[1/2] A bottle of Cointreau, the orange-flavoured triple sec liqueur, is displayed at the Carre Cointreau at the Cointreau distillery in Saint-Barthelemy-d’Anjou, near Angers, France, February 8, 2019. REUTERS/Stephane Mahe/File Photo Purchase Licensing Rights
[2/2] The logo of Remy Cointreau SA is pictured at the Cointreau distillery in Saint-Barthelemy-d’Anjou near Angers, France, February 8, 2019. REUTERS/Stephane Mahe/ File Photo Purchase Licensing Rights
PARIS/LONDON, June 4 (Reuters) – French spirits group Remy Cointreau (RCOP.PA), on Wednesday abandoned its 2030 sales growth ambitions, saying tariffs, persistently slow U.S. sales and high levels of uncertainty could derail its plans for this financial year and beyond.
The maker of Remy Martin cognac and Cointreau liqueur, which has been grappling with tariffs and sliding sales in its key U.S. and Chinese markets, also reported a smaller than expected 30.5% drop in annual organic operating profit.
In a statement, Remy said its 2030 goals were no longer realistic amid uncertainty, a lack of recovery in sluggish U.S. sales and tariffs affecting its cognac in both China and the United States, which could reduce its 2025/26 operating profit by a high-teens percentage in a “worst-case scenario”.
“Remy Cointreau believes the conditions required to maintain its 2029-2030 targets are no longer in place,” it said.
Incoming CEO, luxury goods veteran Franck Marilly, would establish his own strategic roadmap, the company continued.
Its shares fell almost 3% in early trade.
Remy joins peers Diageo (DGE.L), and Pernod Ricard (PERP.PA) in withdrawing sales targets that had become widely seen as overly ambitious as the entire sector endures a sharp slowdown from previous boom years for pricey liquors.
But the French company, which makes 70% of its sales from cognac, mostly in the U.S. and China, has suffered more than peers as drinkers in both nations ditch the brandy and both governments have levied tariffs.
The withdrawal of targets should come as no surprise, but the extent of the tariff hit outlined by Remy had not been baked in by the market, Jefferies analyst Edward Mundy said.
Remy said potential increases in duties could deal a 65 million euro ($74 million) blow to operating profit after mitigation measures. As things currently stand, it expects organic growth in operating profit in the year ended March 2026.
Sales would also return to mid-single digit growth this financial year, but in large part thanks to an easier base of comparison versus steep declines in 2024/25, it forecast.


▸ What to work on
When a line below contains the word "major", copy that line.

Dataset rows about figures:
###
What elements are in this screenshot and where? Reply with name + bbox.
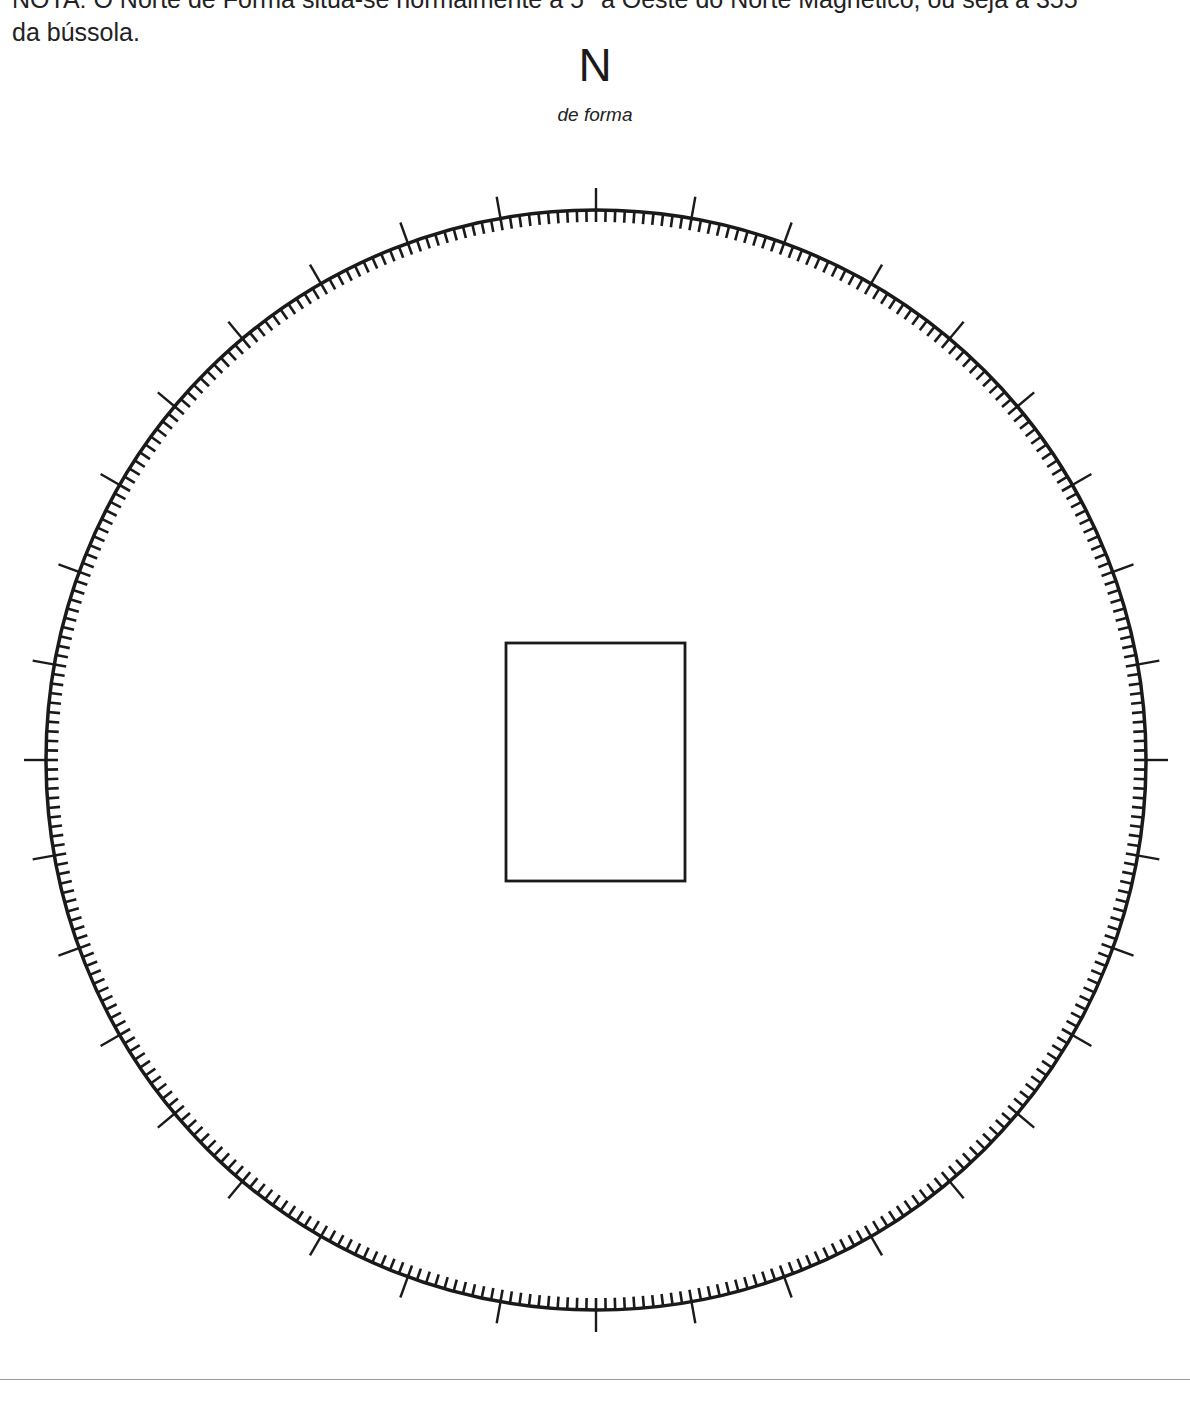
minor-tick (257, 327, 264, 336)
minor-tick (1067, 493, 1077, 499)
minor-tick (643, 1296, 644, 1308)
minor-tick (699, 220, 701, 232)
minor-tick (169, 414, 178, 422)
major-ten-degree-ticks (24, 188, 1168, 1332)
minor-tick (1014, 414, 1023, 422)
minor-tick (444, 231, 447, 243)
minor-tick (857, 279, 863, 289)
minor-tick (927, 327, 934, 336)
major-tick (158, 1112, 176, 1127)
minor-tick (1120, 636, 1132, 639)
minor-tick (912, 1195, 919, 1205)
minor-tick (62, 890, 74, 893)
minor-tick (1067, 1021, 1077, 1027)
minor-tick (976, 371, 984, 379)
minor-tick (1026, 1084, 1036, 1091)
minor-tick (771, 240, 775, 251)
minor-tick (98, 987, 109, 992)
minor-tick (390, 1259, 394, 1270)
minor-tick (1057, 1037, 1067, 1043)
minor-tick (1071, 1013, 1082, 1019)
minor-tick (832, 266, 837, 277)
minor-tick (463, 226, 466, 238)
minor-tick (873, 1221, 879, 1231)
minor-tick (1133, 731, 1145, 732)
minor-tick (50, 826, 62, 827)
minor-tick (86, 554, 97, 558)
minor-tick (169, 1099, 178, 1107)
minor-tick (228, 1160, 236, 1169)
minor-tick (1113, 908, 1125, 911)
minor-tick (735, 1280, 738, 1292)
minor-tick (1108, 926, 1119, 930)
minor-tick (634, 1297, 635, 1309)
minor-tick (1042, 1061, 1052, 1068)
minor-tick (110, 1013, 121, 1019)
major-tick (400, 1275, 408, 1298)
major-tick (948, 1180, 963, 1198)
minor-tick (135, 1053, 145, 1060)
minor-tick (873, 289, 879, 299)
minor-tick (83, 563, 94, 567)
minor-tick (67, 908, 79, 911)
minor-tick (313, 1221, 319, 1231)
minor-tick (296, 299, 303, 309)
minor-tick (151, 1076, 161, 1083)
major-tick (1111, 564, 1134, 572)
major-tick (1136, 661, 1160, 665)
minor-tick (145, 1069, 155, 1076)
minor-tick (73, 590, 84, 594)
minor-tick (1002, 399, 1011, 407)
minor-tick (744, 231, 747, 243)
minor-tick (1087, 979, 1098, 984)
minor-tick (60, 636, 72, 639)
minor-tick (1129, 683, 1141, 685)
minor-tick (558, 211, 559, 223)
major-tick (870, 1235, 882, 1256)
minor-tick (47, 788, 59, 789)
minor-tick (338, 274, 344, 285)
major-tick (59, 947, 82, 955)
minor-tick (67, 608, 79, 611)
minor-tick (491, 220, 493, 232)
minor-tick (426, 1272, 430, 1283)
minor-tick (771, 1269, 775, 1280)
minor-tick (221, 1153, 229, 1162)
minor-tick (1020, 421, 1029, 428)
minor-tick (65, 899, 77, 902)
minor-tick (250, 333, 258, 342)
minor-tick (1127, 844, 1139, 846)
minor-tick (90, 545, 101, 550)
minor-tick (426, 237, 430, 248)
minor-tick (1087, 536, 1098, 541)
minor-tick (90, 970, 101, 975)
minor-tick (735, 229, 738, 241)
minor-tick (381, 254, 386, 265)
minor-tick (181, 1113, 190, 1121)
minor-tick (288, 1206, 295, 1216)
minor-tick (1047, 460, 1057, 467)
minor-tick (110, 502, 121, 508)
major-tick (228, 322, 243, 340)
minor-tick (529, 1294, 530, 1306)
minor-tick (708, 1286, 710, 1298)
minor-tick (1084, 987, 1095, 992)
minor-tick (454, 229, 457, 241)
minor-tick (47, 798, 59, 799)
minor-tick (789, 247, 793, 258)
minor-tick (51, 683, 63, 685)
minor-tick (187, 1120, 196, 1128)
minor-tick (823, 1248, 828, 1259)
major-tick (400, 223, 408, 246)
minor-tick (539, 1295, 540, 1307)
minor-tick (482, 222, 484, 234)
minor-tick (1037, 445, 1047, 452)
minor-tick (1002, 1113, 1011, 1121)
minor-tick (671, 1293, 673, 1305)
minor-tick (296, 1211, 303, 1221)
minor-tick (102, 996, 113, 1001)
minor-tick (762, 237, 766, 248)
minor-tick (1124, 863, 1136, 865)
minor-tick (1071, 502, 1082, 508)
minor-tick (53, 674, 65, 676)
###
▸ Task answer
major-ten-degree-ticks (24, 188, 1168, 1332)
major-tick (158, 1112, 176, 1127)
major-tick (400, 1275, 408, 1298)
major-tick (948, 1180, 963, 1198)
major-tick (1111, 564, 1134, 572)
major-tick (1136, 661, 1160, 665)
major-tick (870, 1235, 882, 1256)
major-tick (59, 947, 82, 955)
major-tick (228, 322, 243, 340)
major-tick (400, 223, 408, 246)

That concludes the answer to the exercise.